With a handful of demonstration examples, large-scale language models demonstrate strong capability to perform various tasks by in-context learning from these examples, without any fine-tuning. We demonstrate that in-context learning performance can be highly unstable across samples of examples, indicating the idiosyncrasies of how language models acquire information. We formulate example selection for in-context learning as a sequential decision problem, and propose a reinforcement learning algorithm for identifying generalizable policies to select demonstration examples. For GPT-2, our learned policies demonstrate strong abilities of generalizing to unseen tasks in training, with a 5.8% improvement on average. Examples selected from our learned policies can even achieve a small improvement on GPT-3 Ada. However, the improvement diminishes on larger GPT-3 models, suggesting emerging capabilities of large language models.

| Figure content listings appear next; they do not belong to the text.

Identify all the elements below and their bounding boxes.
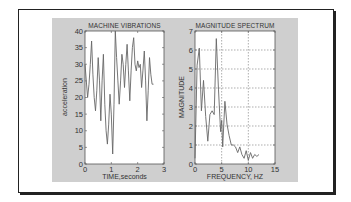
svg-text:0: 0 xyxy=(189,160,193,169)
svg-text:6: 6 xyxy=(189,46,193,55)
vibration-plot-area xyxy=(85,31,164,164)
spectrum-title: MAGNITUDE SPECTRUM xyxy=(195,22,274,29)
svg-text:5: 5 xyxy=(189,65,193,74)
svg-text:5: 5 xyxy=(220,165,224,174)
svg-text:4: 4 xyxy=(189,84,193,93)
svg-text:20: 20 xyxy=(75,93,83,102)
svg-text:15: 15 xyxy=(75,110,83,119)
svg-text:0: 0 xyxy=(79,160,83,169)
svg-text:1: 1 xyxy=(189,141,193,150)
vibration-title: MACHINE VIBRATIONS xyxy=(88,22,161,29)
svg-text:2: 2 xyxy=(136,165,140,174)
svg-text:7: 7 xyxy=(189,27,193,36)
figure-canvas: MACHINE VIBRATIONS TIME,seconds accelera… xyxy=(0,0,351,202)
svg-text:5: 5 xyxy=(79,143,83,152)
vibration-plot: MACHINE VIBRATIONS TIME,seconds accelera… xyxy=(61,22,166,180)
vibration-xlabel: TIME,seconds xyxy=(102,173,147,180)
svg-text:35: 35 xyxy=(75,43,83,52)
svg-text:3: 3 xyxy=(189,103,193,112)
svg-text:0: 0 xyxy=(193,165,197,174)
svg-text:2: 2 xyxy=(189,122,193,131)
svg-text:15: 15 xyxy=(271,165,279,174)
spectrum-xlabel: FREQUENCY, HZ xyxy=(207,173,264,181)
spectrum-ylabel: MAGNITUDE xyxy=(178,76,185,118)
svg-text:10: 10 xyxy=(75,126,83,135)
svg-text:40: 40 xyxy=(75,27,83,36)
spectrum-plot-area xyxy=(195,31,275,164)
svg-text:10: 10 xyxy=(244,165,252,174)
svg-text:25: 25 xyxy=(75,76,83,85)
vibration-ylabel: acceleration xyxy=(61,78,68,116)
spectrum-plot: MAGNITUDE SPECTRUM FREQUENCY, HZ MAGNITU… xyxy=(178,22,279,181)
svg-text:3: 3 xyxy=(162,165,166,174)
svg-text:1: 1 xyxy=(109,165,113,174)
svg-text:0: 0 xyxy=(83,165,87,174)
svg-text:30: 30 xyxy=(75,60,83,69)
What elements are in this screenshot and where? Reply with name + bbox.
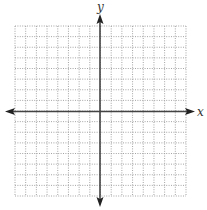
y-axis-label: y xyxy=(96,0,104,14)
x-axis-label: x xyxy=(197,105,204,119)
coordinate-plane: x y xyxy=(0,0,207,210)
axes xyxy=(5,14,195,207)
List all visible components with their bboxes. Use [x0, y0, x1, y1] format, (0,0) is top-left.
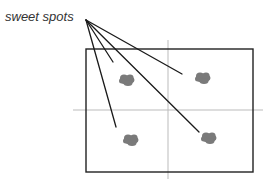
sweet-spot-top-left	[119, 75, 135, 87]
leader-line-bottom-right	[86, 20, 199, 132]
sweet-spot-top-right	[195, 73, 211, 85]
crosshair	[73, 40, 263, 179]
sweet-spot-bottom-left	[123, 135, 139, 147]
leader-lines	[86, 20, 199, 132]
sweet-spots-diagram	[0, 0, 273, 179]
sweet-spot-bottom-right	[201, 133, 217, 145]
leader-line-bottom-left	[86, 20, 116, 127]
leader-line-top-left	[86, 20, 113, 62]
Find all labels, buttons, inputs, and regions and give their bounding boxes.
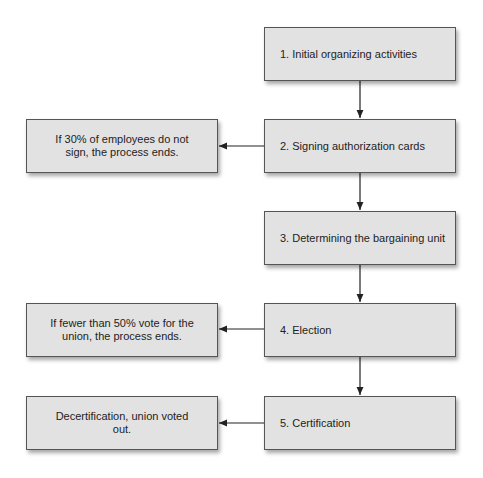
step-certification: 5. Certification [264,396,456,450]
step-election: 4. Election [264,303,456,357]
outcome-label: If 30% of employees do not sign, the pro… [47,133,197,159]
outcome-signing-fail: If 30% of employees do not sign, the pro… [26,119,218,173]
outcome-election-fail: If fewer than 50% vote for the union, th… [26,303,218,357]
step-label: 1. Initial organizing activities [280,48,417,61]
step-label: 3. Determining the bargaining unit [280,232,445,245]
outcome-label: If fewer than 50% vote for the union, th… [47,317,197,343]
step-bargaining-unit: 3. Determining the bargaining unit [264,211,456,265]
step-label: 2. Signing authorization cards [280,140,425,153]
step-label: 5. Certification [280,417,350,430]
outcome-decertification: Decertification, union voted out. [26,396,218,450]
step-initial-organizing: 1. Initial organizing activities [264,27,456,81]
step-label: 4. Election [280,324,331,337]
step-signing-cards: 2. Signing authorization cards [264,119,456,173]
outcome-label: Decertification, union voted out. [47,410,197,436]
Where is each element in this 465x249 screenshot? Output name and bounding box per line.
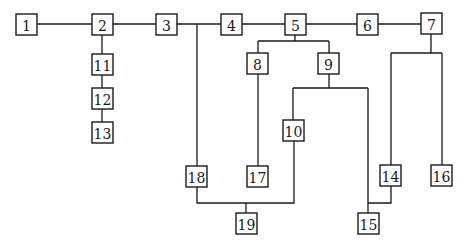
node-label: 17 [249,170,267,186]
node-boxes: 12345678910111213141516171819 [16,13,452,234]
node-label: 3 [162,18,171,34]
node-19: 19 [236,213,257,234]
node-1: 1 [16,14,37,35]
node-14: 14 [380,165,401,186]
node-label: 6 [363,18,372,34]
node-2: 2 [92,14,113,35]
node-13: 13 [92,122,113,143]
connector-line [197,141,294,203]
node-label: 15 [360,217,378,233]
node-label: 14 [382,169,400,185]
node-label: 2 [98,18,107,34]
node-label: 18 [188,170,206,186]
node-12: 12 [92,88,113,109]
connector-line [258,35,329,53]
node-label: 16 [433,169,451,185]
node-3: 3 [156,14,177,35]
node-label: 1 [22,18,31,34]
node-11: 11 [92,54,113,75]
node-label: 5 [291,18,300,34]
node-10: 10 [283,120,304,141]
node-label: 11 [94,58,112,74]
connector-line [368,186,391,203]
node-label: 10 [285,124,303,140]
node-7: 7 [421,13,442,34]
node-18: 18 [186,166,207,187]
node-label: 12 [94,92,112,108]
node-label: 8 [253,57,262,73]
node-label: 4 [227,18,236,34]
node-9: 9 [318,53,339,74]
connector-line [293,74,368,213]
node-label: 19 [238,217,256,233]
node-label: 7 [427,17,436,33]
node-label: 9 [324,57,333,73]
node-15: 15 [358,213,379,234]
node-17: 17 [247,166,268,187]
node-16: 16 [431,165,452,186]
node-5: 5 [285,14,306,35]
tree-diagram: 12345678910111213141516171819 [0,0,465,249]
node-6: 6 [357,14,378,35]
node-label: 13 [94,126,112,142]
node-8: 8 [247,53,268,74]
node-4: 4 [221,14,242,35]
connector-line [391,34,442,165]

The aspect-based sentiment analysis (ABSA) is a fine-grained task that aims to determine the sentiment polarity towards targeted aspect terms occurring in the sentence. The development of the ABSA task is very much hindered by the lack of annotated data. To tackle this, the prior works have studied the possibility of utilizing the sentiment analysis (SA) datasets to assist in training the ABSA model, primarily via pretraining or multi-task learning. In this article, we follow this line, and for the first time, we manage to apply the Pseudo-Label (PL) method to merge the two homogeneous tasks. While it seems straightforward to use generated pseudo labels to handle this case of label granularity unification for two highly related tasks, we identify its major challenge in this paper and propose a novel framework, dubbed as Dual-granularity Pseudo Labeling (DPL). Further, similar to PL, we regard the DPL as a general framework capable of combining other prior methods in the literature. Through extensive experiments, DPL has achieved state-of-the-art performance on standard benchmarks surpassing the prior work significantly.
In this paper, we introduce a simple system Baidu submitted for MRQA (Machine Reading for Question Answering) 2019 Shared Task that focused on generalization of machine reading comprehension (MRC) models. Our system is built on a framework of pretraining and fine-tuning, namely D-NET. The techniques of pre-trained language models and multi-task learning are explored to improve the generalization of MRC models and we conduct experiments to examine the effectiveness of these strategies. Our system is ranked at top 1 of all the participants in terms of averaged F1 score. Our codes and models will be released at PaddleNLP.